How many species on Earth: differentiation problem

by David Turell @, Wednesday, May 19, 2021, 18:31 (1283 days ago) @ David Turell

Sometimes organisms are so similar it is difficult to tell:

https://www.sciencedaily.com/releases/2021/05/210513142353.htm

"Evolutionary biologists have developed a new approach to genomic species delineation that improves upon current methods and could impact similar policy in the future.

"This approach is based on the fact that in many groups of organisms it can be problematic to decide where one species begins and another ends.

"'In the past, when it was challenging to distinguish species based on external characters, scientists relied on approaches that diagnosed signatures in the genome to identify 'breaks' or 'structure' in gene flow indicative of population separation. The problem is this method doesn't distinguish between two populations separated geographically versus two populations being two different species," said Jeet Sukumaran, computational evolutionary biologist at San Diego State University...

***

"In cases where it is difficult to sort the variation between individuals into differences due to variation within a species as opposed to between two species, they often turn to genomic data based approaches for the answer. This is when scientists often use a model that generates a population phylogeny, or an evolutionary tree relating different populations.

***

"Whether some of the population lineages in the sample are assigned to existing species or classified as entirely new species depends on two factors. One is the age of the population isolation events such as the splitting of an ancestral population into multiple daughter populations, which is how species are "born" in an extended process of speciation. The other is the rate of speciation completion, which is the rate at which the nascent or incipient species "born" from population splitting events develop into true full species.

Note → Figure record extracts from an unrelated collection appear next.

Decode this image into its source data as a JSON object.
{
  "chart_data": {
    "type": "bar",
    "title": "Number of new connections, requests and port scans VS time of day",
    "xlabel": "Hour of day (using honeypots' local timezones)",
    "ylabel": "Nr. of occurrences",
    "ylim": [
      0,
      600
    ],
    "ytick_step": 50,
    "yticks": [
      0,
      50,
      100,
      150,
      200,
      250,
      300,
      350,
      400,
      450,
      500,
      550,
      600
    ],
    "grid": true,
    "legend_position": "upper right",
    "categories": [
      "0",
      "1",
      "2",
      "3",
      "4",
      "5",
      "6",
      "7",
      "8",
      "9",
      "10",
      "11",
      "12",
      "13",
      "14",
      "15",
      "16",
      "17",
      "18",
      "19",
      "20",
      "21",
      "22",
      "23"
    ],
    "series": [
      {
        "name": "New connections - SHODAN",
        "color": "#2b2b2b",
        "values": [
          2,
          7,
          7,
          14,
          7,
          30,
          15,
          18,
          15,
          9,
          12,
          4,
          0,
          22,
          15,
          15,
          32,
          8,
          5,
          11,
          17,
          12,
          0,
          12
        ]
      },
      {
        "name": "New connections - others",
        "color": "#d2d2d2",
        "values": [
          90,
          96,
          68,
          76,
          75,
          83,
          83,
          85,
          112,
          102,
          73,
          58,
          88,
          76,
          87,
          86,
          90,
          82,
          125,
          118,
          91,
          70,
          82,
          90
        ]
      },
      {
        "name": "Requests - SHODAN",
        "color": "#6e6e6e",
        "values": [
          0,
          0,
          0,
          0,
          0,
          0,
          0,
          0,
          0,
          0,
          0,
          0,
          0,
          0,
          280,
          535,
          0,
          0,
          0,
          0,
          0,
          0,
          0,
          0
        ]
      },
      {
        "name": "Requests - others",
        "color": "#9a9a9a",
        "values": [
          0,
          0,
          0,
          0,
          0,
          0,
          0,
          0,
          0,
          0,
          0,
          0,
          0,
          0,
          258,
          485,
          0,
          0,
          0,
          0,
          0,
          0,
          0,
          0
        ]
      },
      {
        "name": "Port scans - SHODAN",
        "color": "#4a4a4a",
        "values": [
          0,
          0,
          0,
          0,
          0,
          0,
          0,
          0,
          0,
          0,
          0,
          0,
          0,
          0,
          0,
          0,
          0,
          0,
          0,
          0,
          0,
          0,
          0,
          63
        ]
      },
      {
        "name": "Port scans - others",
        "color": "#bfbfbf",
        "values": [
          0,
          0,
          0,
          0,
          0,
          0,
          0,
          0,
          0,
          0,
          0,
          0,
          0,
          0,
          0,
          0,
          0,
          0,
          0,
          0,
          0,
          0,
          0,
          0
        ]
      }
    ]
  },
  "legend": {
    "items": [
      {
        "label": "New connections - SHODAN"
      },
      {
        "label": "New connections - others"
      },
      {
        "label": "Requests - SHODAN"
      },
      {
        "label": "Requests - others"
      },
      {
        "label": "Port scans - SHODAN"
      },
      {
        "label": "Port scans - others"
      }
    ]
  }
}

"'We're coming to realize now that many organisms are cryptic species," Sukumaran said. "Many of them are similar looking even though they are actually distinct species separated by many tens or hundreds of thousands or even millions of years of evolution."

"This is either due to strong selection pressures to maintain the same morphology, or, more typically, due to very recent speciation resulting in insufficient time for external differences to develop.

***

"Currently, scientists apply a model based on multispecies coalescent theory to genomic data to identify the disruption of gene flow between different groups of organisms. This disruption is fundamental to species formation, but it can also occur between two different populations as well as two different species.

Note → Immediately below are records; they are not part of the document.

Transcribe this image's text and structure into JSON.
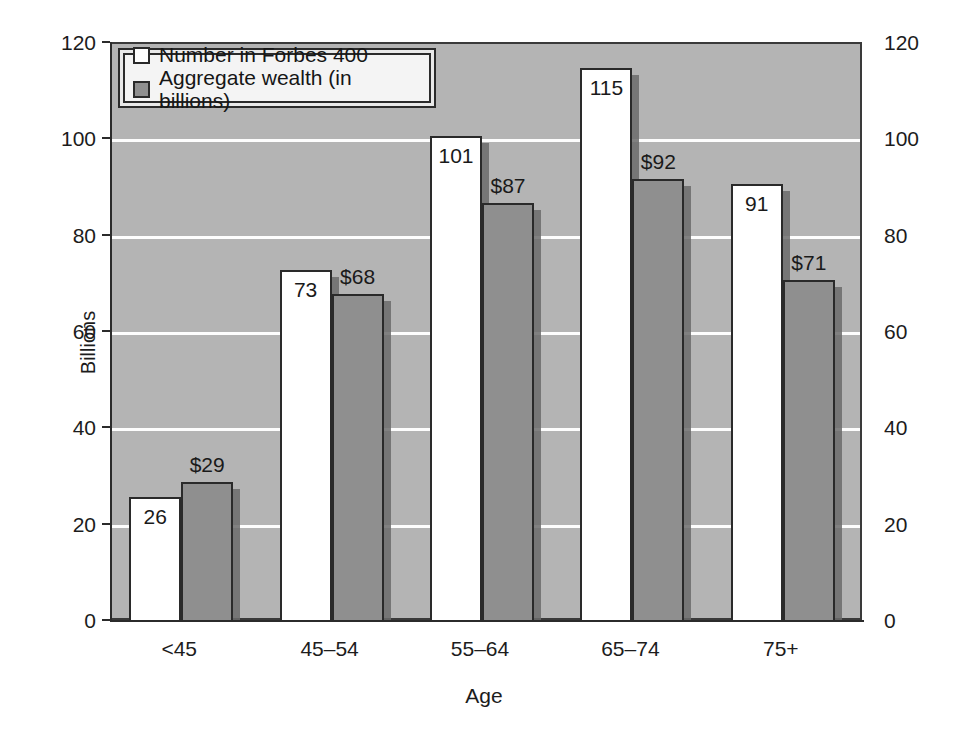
{
  "chart_data": {
    "type": "bar",
    "title": "",
    "subtitle": "",
    "xlabel": "Age",
    "ylabel": "Billions",
    "y2label": "Number in Forbes 400",
    "categories": [
      "<45",
      "45–54",
      "55–64",
      "65–74",
      "75+"
    ],
    "series": [
      {
        "name": "Number in Forbes 400",
        "axis": "right",
        "color": "#ffffff",
        "values": [
          26,
          73,
          101,
          115,
          91
        ],
        "labels": [
          "26",
          "73",
          "101",
          "115",
          "91"
        ],
        "label_position": [
          "inside",
          "inside",
          "inside",
          "inside",
          "inside"
        ]
      },
      {
        "name": "Aggregate wealth (in billions)",
        "axis": "left",
        "color": "#8f8f8f",
        "values": [
          29,
          68,
          87,
          92,
          71
        ],
        "labels": [
          "$29",
          "$68",
          "$87",
          "$92",
          "$71"
        ],
        "label_position": [
          "above",
          "above",
          "above",
          "above",
          "above"
        ]
      }
    ],
    "ylim": [
      0,
      120
    ],
    "y2lim": [
      0,
      120
    ],
    "yticks": [
      0,
      20,
      40,
      60,
      80,
      100,
      120
    ],
    "y2ticks": [
      0,
      20,
      40,
      60,
      80,
      100,
      120
    ],
    "ytick_labels": [
      "0",
      "20",
      "40",
      "60",
      "80",
      "100",
      "120"
    ],
    "y2tick_labels": [
      "0",
      "20",
      "40",
      "60",
      "80",
      "100",
      "120"
    ],
    "grid": true,
    "grid_color": "#ffffff",
    "plot_background": "#b4b4b4",
    "legend_position": "top-left"
  },
  "legend": {
    "items": [
      {
        "label": "Number in Forbes 400",
        "swatch": "white"
      },
      {
        "label": "Aggregate wealth (in billions)",
        "swatch": "gray"
      }
    ]
  },
  "axes": {
    "left_title": "Billions",
    "right_title": "Number in Forbes 400",
    "bottom_title": "Age"
  },
  "colors": {
    "series_white": "#ffffff",
    "series_gray": "#8f8f8f",
    "plot_bg": "#b4b4b4",
    "gridline": "#ffffff",
    "axis": "#2b2b2b",
    "text": "#1c1c1c"
  }
}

"While scientists agree that it is critical to distinguish between populations and species boundaries in genomic data, there is not always a lot of agreement on how to go about doing it. "If you ask ten biologists, you will get twelve different answers," Sukumaran said." (my bold)

Comment: We don't understand how speciation happens, and this problem of minor differences cannot be decided by splitter or lumper dispositions of researchers. Darwin's finches come to mind, all based on beak size.